Signed-off-by: Steven Whitehouse <swhiteho@redhat.com>
2006-11-30 10:35:57 -05:00
Steven Whitehouse 175011cf6e [GFS2] Remove unused sysfs files
Four of the sysfs files are unused and can therefore be removed.

Signed-off-by: Steven Whitehouse <swhiteho@redhat.com>
2006-11-30 10:35:53 -05:00
Steven Whitehouse 4cf1ed8144 [GFS2] Tidy up bmap & fix boundary bug
This moves the locking for bmap into the bmap function itself
rather than using a wrapper function. It also fixes a bug where
the boundary flag was set on the wrong bh. Also the flags on
the mapped bh are reset earlier in the function to ensure that
they are 100% correct on the error path.

Signed-off-by: Steven Whitehouse <swhiteho@redhat.com>
2006-11-30 10:35:49 -05:00
Steven Whitehouse ab923031ce [GFS2] Fix memory allocation in glock.c
Change from GFP_KERNEL to GFP_NOFS as this was causing a
slow down when trying to push inodes from cache.

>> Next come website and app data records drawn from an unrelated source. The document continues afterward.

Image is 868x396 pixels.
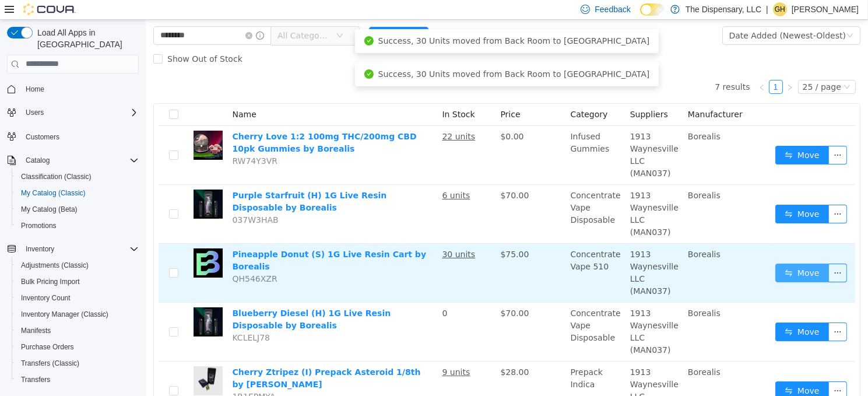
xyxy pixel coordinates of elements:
[87,196,133,205] span: 037W3HAB
[485,348,533,394] span: 1913 Waynesville LLC (CUL025)
[87,313,124,322] span: KCLELJ78
[26,108,44,118] span: Users
[630,185,684,204] button: icon: swapMove
[542,171,575,181] span: Borealis
[683,303,701,322] button: icon: ellipsis
[191,12,197,20] i: icon: down
[630,362,684,380] button: icon: swapMove
[420,165,480,224] td: Concentrate Vape Disposable
[698,64,705,72] i: icon: down
[3,128,144,144] button: Customers
[87,171,241,192] a: Purple Starfruit (H) 1G Live Resin Disposable by Borealis
[21,172,92,181] span: Classification (Classic)
[16,275,139,289] span: Bulk Pricing Import
[21,294,71,303] span: Inventory Count
[26,85,45,94] span: Home
[16,307,113,322] a: Inventory Manager (Classic)
[683,185,701,204] button: icon: ellipsis
[16,202,139,217] span: My Catalog (Beta)
[16,186,139,200] span: My Catalog (Classic)
[773,3,787,16] div: Gillian Hendrix
[21,130,64,144] a: Customers
[48,288,77,317] img: Blueberry Diesel (H) 1G Live Resin Disposable by Borealis hero shot
[792,3,859,16] p: [PERSON_NAME]
[485,112,533,158] span: 1913 Waynesville LLC (MAN037)
[21,154,54,167] button: Catalog
[683,362,701,380] button: icon: ellipsis
[354,90,375,99] span: Price
[624,60,636,74] a: 1
[686,3,762,16] p: The Dispensary, LLC
[16,291,75,305] a: Inventory Count
[21,82,49,97] a: Home
[87,230,280,252] a: Pineapple Donut (S) 1G Live Resin Cart by Borealis
[296,90,329,99] span: In Stock
[233,16,505,26] span: Success, 30 Units moved from Back Room to [GEOGRAPHIC_DATA]
[16,219,61,233] a: Promotions
[33,27,139,50] span: Load All Apps in [GEOGRAPHIC_DATA]
[641,64,648,71] i: icon: right
[610,60,623,74] li: Previous Page
[16,307,139,322] span: Inventory Manager (Classic)
[16,373,55,387] a: Transfers
[87,90,110,99] span: Name
[683,126,701,144] button: icon: ellipsis
[3,241,144,257] button: Inventory
[16,357,84,370] a: Transfers (Classic)
[21,343,74,352] span: Purchase Orders
[354,289,383,298] span: $70.00
[12,372,144,388] button: Transfers
[16,291,139,305] span: Inventory Count
[218,16,228,26] i: icon: check-circle
[354,112,378,121] span: $0.00
[16,340,139,354] span: Purchase Orders
[26,133,60,142] span: Customers
[48,347,77,376] img: Cherry Ztripez (I) Prepack Asteroid 1/8th by Borealis hero shot
[16,259,139,273] span: Adjustments (Classic)
[12,185,144,202] button: My Catalog (Classic)
[233,50,505,59] span: Success, 30 Units moved from Back Room to [GEOGRAPHIC_DATA]
[87,289,245,311] a: Blueberry Diesel (H) 1G Live Resin Disposable by Borealis
[12,257,144,274] button: Adjustments (Classic)
[16,202,82,217] a: My Catalog (Beta)
[16,170,96,184] a: Classification (Classic)
[542,289,575,298] span: Borealis
[132,10,185,22] span: All Categories
[26,244,54,254] span: Inventory
[12,322,144,339] button: Manifests
[296,230,329,239] u: 30 units
[48,170,77,199] img: Purple Starfruit (H) 1G Live Resin Disposable by Borealis hero shot
[485,171,533,217] span: 1913 Waynesville LLC (MAN037)
[584,7,700,24] div: Date Added (Newest-Oldest)
[296,171,324,181] u: 6 units
[21,375,50,385] span: Transfers
[21,81,139,97] span: Home
[296,289,301,298] span: 0
[485,289,533,335] span: 1913 Waynesville LLC (MAN037)
[354,230,383,239] span: $75.00
[16,324,55,338] a: Manifests
[354,171,383,181] span: $70.00
[12,202,144,217] button: My Catalog (Beta)
[701,12,708,20] i: icon: down
[485,90,522,99] span: Suppliers
[87,254,131,264] span: QH546XZR
[12,355,144,372] button: Transfers (Classic)
[420,224,480,283] td: Concentrate Vape 510
[16,324,139,338] span: Manifests
[87,372,129,382] span: 1R1EPMYA
[21,188,86,198] span: My Catalog (Classic)
[640,16,641,16] span: Dark Mode
[613,64,620,71] i: icon: left
[223,7,283,26] button: icon: searchSearch
[218,50,228,59] i: icon: check-circle
[17,34,102,44] span: Show Out of Stock
[3,104,144,121] button: Users
[485,230,533,276] span: 1913 Waynesville LLC (MAN037)
[16,170,139,184] span: Classification (Classic)
[12,307,144,322] button: Inventory Manager (Classic)
[21,154,139,167] span: Catalog
[3,81,144,97] button: Home
[16,259,93,273] a: Adjustments (Classic)
[48,229,77,258] img: Pineapple Donut (S) 1G Live Resin Cart by Borealis hero shot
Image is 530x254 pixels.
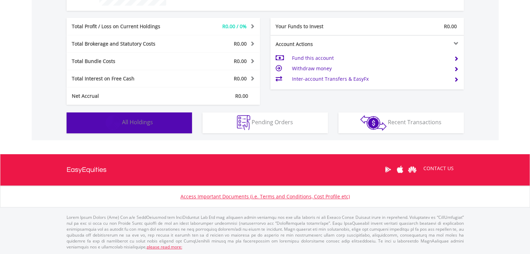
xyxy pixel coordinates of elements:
[291,74,448,84] td: Inter-account Transfers & EasyFx
[222,23,246,30] span: R0.00 / 0%
[66,75,179,82] div: Total Interest on Free Cash
[444,23,456,30] span: R0.00
[105,115,120,130] img: holdings-wht.png
[360,115,386,131] img: transactions-zar-wht.png
[270,41,367,48] div: Account Actions
[66,58,179,65] div: Total Bundle Costs
[66,93,179,100] div: Net Accrual
[202,112,328,133] button: Pending Orders
[251,118,293,126] span: Pending Orders
[66,23,179,30] div: Total Profit / Loss on Current Holdings
[234,40,246,47] span: R0.00
[387,118,441,126] span: Recent Transactions
[66,154,107,186] a: EasyEquities
[180,193,350,200] a: Access Important Documents (i.e. Terms and Conditions, Cost Profile etc)
[66,112,192,133] button: All Holdings
[122,118,153,126] span: All Holdings
[418,159,458,178] a: CONTACT US
[237,115,250,130] img: pending_instructions-wht.png
[234,58,246,64] span: R0.00
[406,159,418,180] a: Huawei
[291,63,448,74] td: Withdraw money
[66,40,179,47] div: Total Brokerage and Statutory Costs
[147,244,182,250] a: please read more:
[234,75,246,82] span: R0.00
[235,93,248,99] span: R0.00
[394,159,406,180] a: Apple
[338,112,463,133] button: Recent Transactions
[291,53,448,63] td: Fund this account
[270,23,367,30] div: Your Funds to Invest
[66,214,463,250] p: Lorem Ipsum Dolors (Ame) Con a/e SeddOeiusmod tem InciDiduntut Lab Etd mag aliquaen admin veniamq...
[382,159,394,180] a: Google Play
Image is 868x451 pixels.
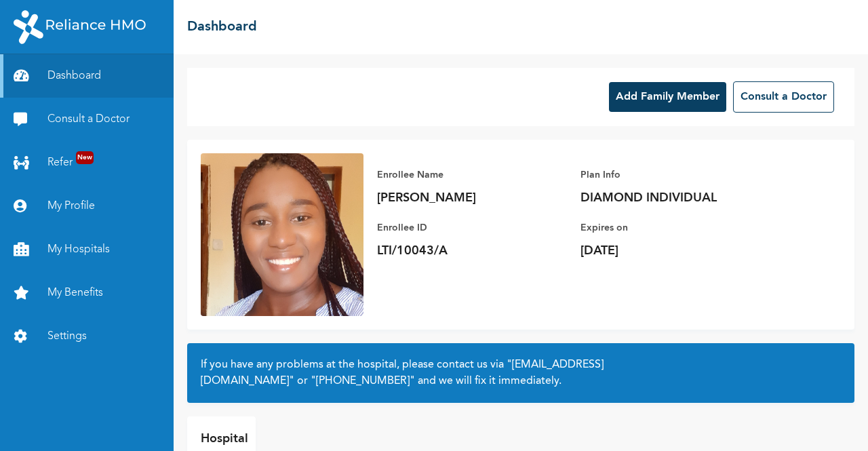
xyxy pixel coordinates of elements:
[580,167,771,184] p: Plan Info
[609,82,726,112] button: Add Family Member
[187,17,257,38] h2: Dashboard
[377,220,567,236] p: Enrollee ID
[311,376,415,387] a: "[PHONE_NUMBER]"
[733,82,834,113] button: Consult a Doctor
[377,167,567,184] p: Enrollee Name
[201,357,841,390] h2: If you have any problems at the hospital, please contact us via or and we will fix it immediately.
[580,220,771,236] p: Expires on
[13,10,146,44] img: RelianceHMO's Logo
[377,243,567,259] p: LTI/10043/A
[580,243,771,259] p: [DATE]
[580,190,771,206] p: DIAMOND INDIVIDUAL
[76,151,93,164] span: New
[201,153,364,316] img: Enrollee
[377,190,567,206] p: [PERSON_NAME]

Signed-off-by: Steven Whitehouse <swhiteho@redhat.com>
2006-11-30 10:35:46 -05:00
Russell Cattelan 61057c6bb3 [GFS2] Remove unused zero_readpage from stuffed_readpage
Stuffed files only consist of a maximum of
(gfs2 block size - sizeof(struct gfs2_dinode)) bytes. Since the
gfs2 block size is always less than page size, we will never see
a call to stuffed_readpage for anything other than the first page
in the file.

Signed-off-by: Russell Cattelan <cattelan@redhat.com>
Signed-off-by: Steven Whitehouse <swhiteho@redhat.com>
2006-11-30 10:34:57 -05:00
Russell Cattelan 7020933156 [GFS2] Fix race in logging code
The log lock is dropped prior to io submittion, but
this exposes a hole in which the log data structures
may be going away due to a truncate.
Store the buffer head in a local pointer prior to
dropping the lock and relay on the buffer_head lock
for consitency on the buffer head.

Signed-Off-By: Russell Cattelan <cattelan@redhat.com>
Signed-off-by: Steven Whitehouse <swhiteho@redhat.com>
2006-11-30 10:34:55 -05:00
Steven Whitehouse 9e2dbdac3d [GFS2] Remove gfs2_inode_attr_in
This function wasn't really doing the right thing. There was no need
to update the inode size at this point and the updating of the
i_blocks field has now been moved to the places where di_blocks is
updated. A result of this patch and some those preceeding it is that
unlocking a glock is now a much more efficient process, since there
is no longer any requirement to copy data from the gfs2 inode into
the vfs inode at this point.

Signed-off-by: Steven Whitehouse <swhiteho@redhat.com>
2006-11-30 10:34:52 -05:00
Steven Whitehouse e7c698d74f [GFS2] Inode number is constant
Since the inode number is constant, we don't need to keep updating
it everytime we refresh the other inode fields.

Signed-off-by: Steven Whitehouse <swhiteho@redhat.com>
2006-11-30 10:34:48 -05:00
Steven Whitehouse 6b124d8dba [GFS2] Only set inode flags when required
We were setting the inode flags from GFS2's flags far too often, even when they
couldn't possibly have changed. This patch reduces the amount of flag
setting going on so that we do it only when the inode is read in or
when the flags have changed. The create case is covered by the "when
the inode is read in" case.

This also fixes a bug where we didn't set S_SYNC correctly.